In the war between two republics, the American soldier was an educated freeman, far superior in physique and mental power to his foeman. The Mexicans were docile and brave, easily taking death while in the ranks, but unable to stand against the rush and sustained valor of the American troops; while their leaders were out-generaled by the superior science of officers who had been graduated from West Point. In the civil war, thirteen years later, nearly all the leaders, and all the great soldiers on both sides, whose reputations withstood the strain of four years’ campaigning, were regularly educated army officers who had graduated from the school of service in Mexico. It was the preliminary training in this foreign war, that made our armies of ’61, more than mobs, and gave to so many of the campaigns the order of science. The Mexican war was probably the first in which the newspapers made and unmade the reputation of commanders, and the war correspondent first emerged as a distinct figure in modern history. Some of the famous sayings, the texture of which may be either historically plain, or rhetorically embroidered, are still current in American speech. Nor will such phrases, as “Rough and Ready,” “Fuss and Feathers,” “A little more grape, Captain Bragg,” “Wait, Charlie, till I draw their fire,” “Certainly General, but I must fight them,” “Where the guns go, the men go with them,” soon be forgotten.

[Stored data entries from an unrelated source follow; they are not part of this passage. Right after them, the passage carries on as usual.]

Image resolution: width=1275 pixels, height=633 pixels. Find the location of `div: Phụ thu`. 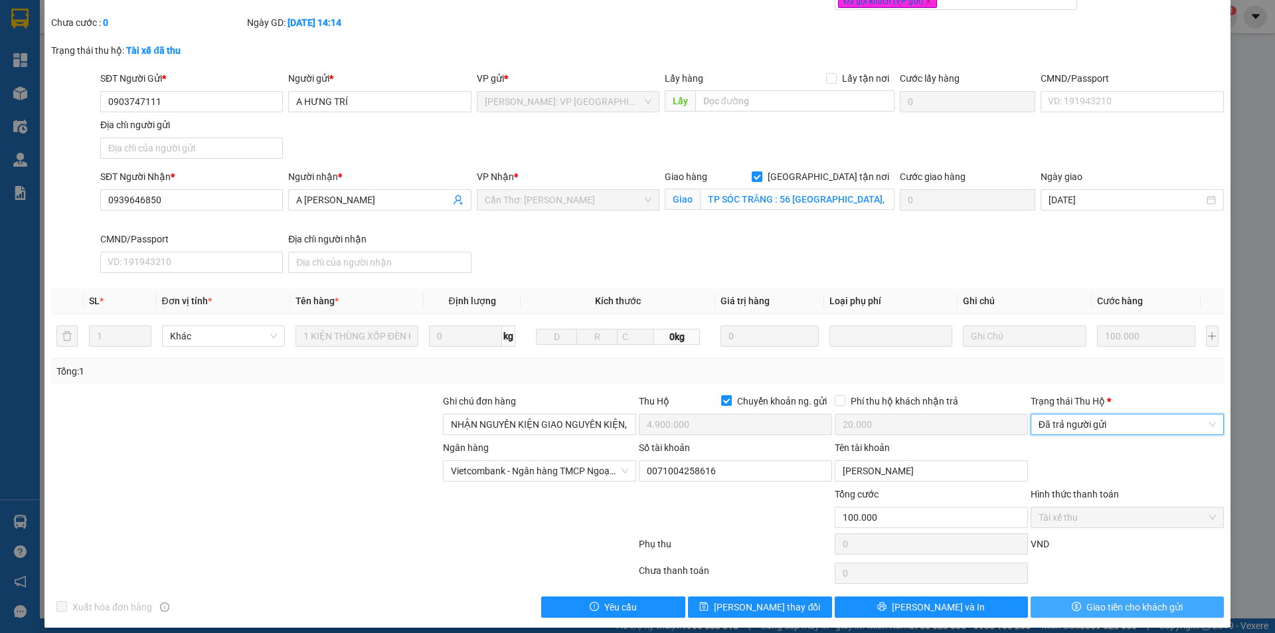

div: Phụ thu is located at coordinates (735, 548).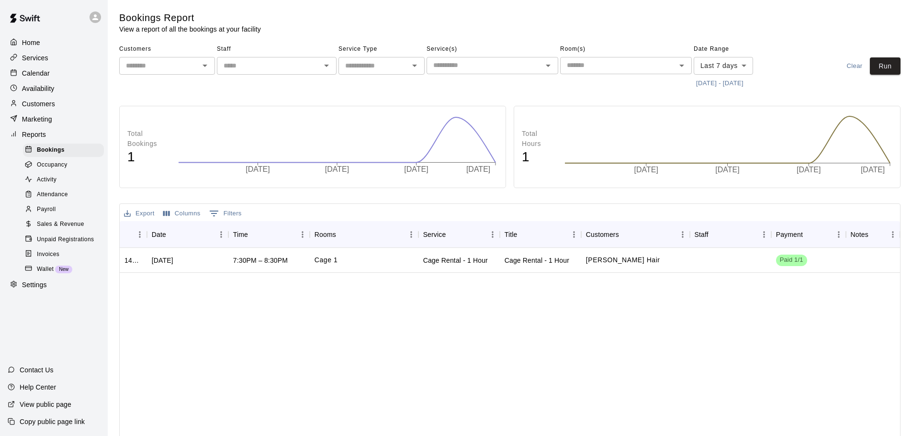  I want to click on a: Availability, so click(54, 89). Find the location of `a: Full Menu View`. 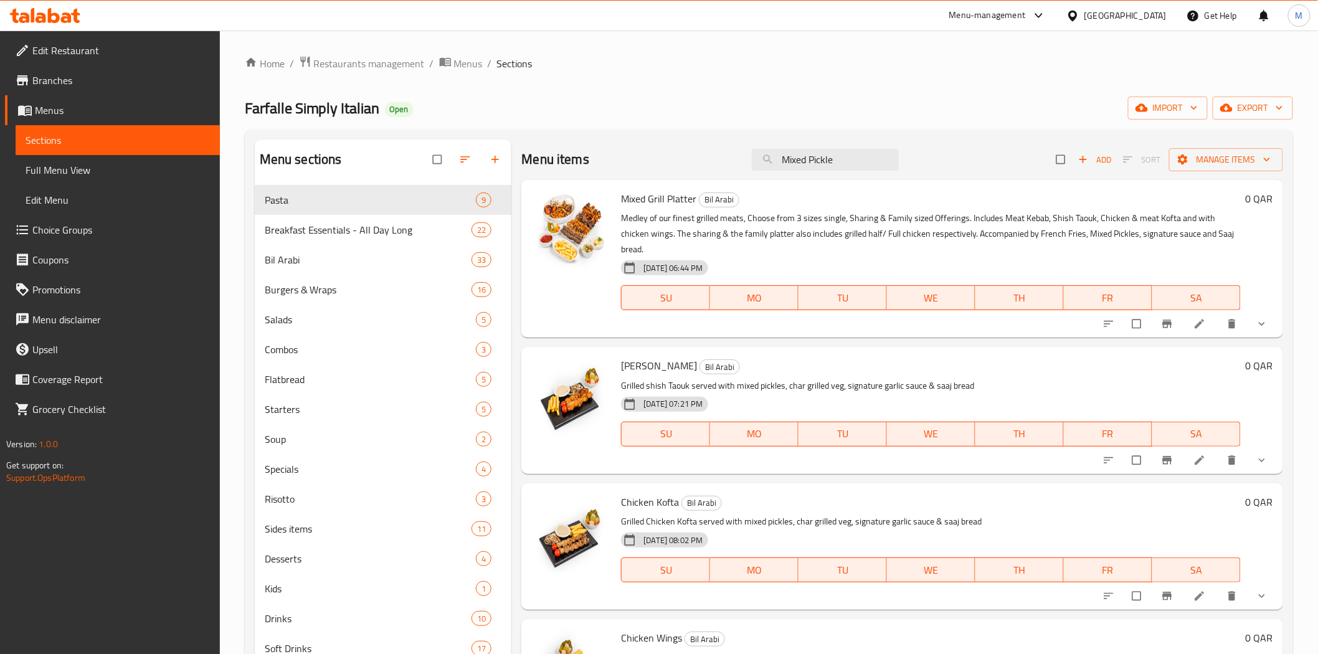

As to the rights of the quarrel with Mexico, most of the officers of the army and navy were indifferent; as perhaps soldiers have a right to be, seeing the responsibility rests with their superiors, the civil rulers. Matthew Perry, as a soldier, felt that the war was waged unjustly by a stronger upon a weaker nation, and endeavored, while doing his duty in obedience to orders, to curtail the horrors of invasion. He was ever vigilant to suppress robbery, rapine, cold-blooded cruelty, and all that lay outside of honorable war. In the letters written to his biographer, by fellow-officers, are many instances of “Old Matt’s” shrewdness in preventing and severity in punishing wanton pillage, and the infliction of needless pain on man or beast.

Whatever may have been the sentiments of the past, despite also the provocation of the Mexico of Santa Anna’s time, the verdict of history as given by Herbert Bancroft, will now find echo all over our common country. “The United States was in the wrong, all the world knows it; all honest American citizens acknowledge it.”

President Polk and his party, in compelling the war with Mexico, meant one thing. The Almighty intended something different. Politicians and slave-holders brought on a war to extend the area of human servitude. Providence meant it to be a war for freedom, and the expansion of a people best fitted to replenish and subdue the new land. At the right moment, the time-locks on the hidden treasuries of gold drew back their bolts, and a free people entered to change a wilderness to empire. There is now no slavery in either the new or the old parts of the United States.